As the door of the church’s underground garage clattered upward, the large fans that stood on either side blew away the swirling fog. Tess gunned the Hummer’s accelerator and it roared up the ramp and out into the road, fast, powerful and sealed against the intrusion of fog. The flip of a switch on the dashboard activated an electromagnetic field around the vehicle that supposedly would repel any
brujo
that attempted to get inside.
She turned up the road, headlights burning a narrow path through the thick, darkening fog. The chanting rose now, a distant, menacing sound, and she slipped on a headpiece that blocked it entirely. Through her left ear, she listened to music from the CD player. Through her right, she heard Wayra’s voice, directing her through the fog.
He sat slightly forward in the passenger seat, this tall, slender man with Nomad’s tea-colored eyes that could see what she could not.
They’re lurching about in the fog, we’ve thrown them off. On your right, a deer. A rhino at two o’clock. These things aren’t real. They’re conjuring; they’re terrified, trying to throw you off.

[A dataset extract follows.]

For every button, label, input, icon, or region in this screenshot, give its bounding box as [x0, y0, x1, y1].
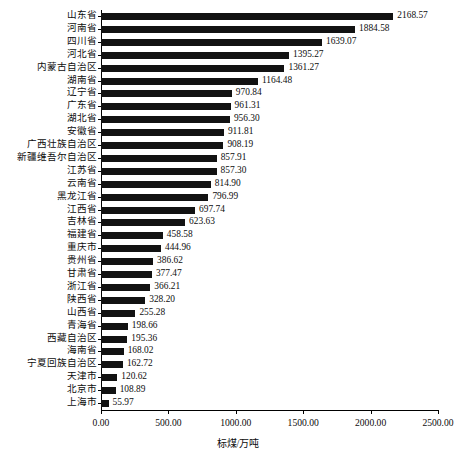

“Wayra, I need to know something.”
“Drive. Slowly. Carefully.”
“Why are you helping me and Ian?”
He looked at her—the face of an Olympian god, the eyes of a dog that were indescribably sad, tragic. “Because the two of you are our last, best hope.”
“
Our.
Who?”
“The light chasers, the transitionals, Esperanza. There’s—”
Static erupted in her headpiece. Where there had been music in her left ear there was now a menacing female voice. “Wayra, Wayra, so many lies. You want her help, but you tell her lies. You’re in a coma, Tess Livingston. You were shot during a sting. Your friend Ian had a heart attack. You’re the first transitional souls here in five centuries. That scar on your thigh? That’s where you were shot. Everything you have experienced here is supplied by your imagination. Your soul is in flux, not here, not there, and you’re being used by the chasers to—”
Wayra tore away her headpiece and hurled it into the back seat. Tess slammed on the brakes. “Who the hell was
that?”
The fog closed in on them, a living, breathing mass of organic material that throbbed like a heart, spoke in tongues, pressed up against the Hummer’s windows with a terrifying hunger. Wayra hurled open the passenger door, hopped out, kicked the door shut and yelled, “Show yourself, Nica.”
But not to me
. Tess drove on recklessly, too fast, unable to see, the horrifying chant rising again,
find the body, fuel the body . . .
Suddenly, inexplicably, a truck was in front of her. Real or conjured? She didn’t know. She swerved violently to the right, but the truck veered in the same direction and they crashed head-on. The impact jarred her and crumpled the truck’s front end like an accordion.
The Hummer’s engine died, she slammed it into park, leaped out and ran over to the truck.
I can run, I’m breathing, I’m scared, I’m not in any coma.
But she felt as if she were trapped in a nightmare, the fog engulfing her, that high-pitched wailing piercing her to the bone. Ian was already out of the truck, hands pressed over his ears as he stumbled to the passenger side. “Help me get Juanito out,” he shouted.
Juanito was unconscious, his face covered in dried blood. Ian pulled him out of the truck, Tess grabbed his feet, and they carried him to the Hummer, the sounds now so painful that she felt nauseated, weak, her breath trapped in her chest. Ian wasn’t faring any better. By the time they got Juanito into the back seat, Ian’s face was the color of day-old bread, he could barely stand. She grabbed the headset off the seat and shouted at him to put it on. As soon as they were inside the Hummer, she turned the radio to full blast and started shrieking and singing as she had done in the cottage.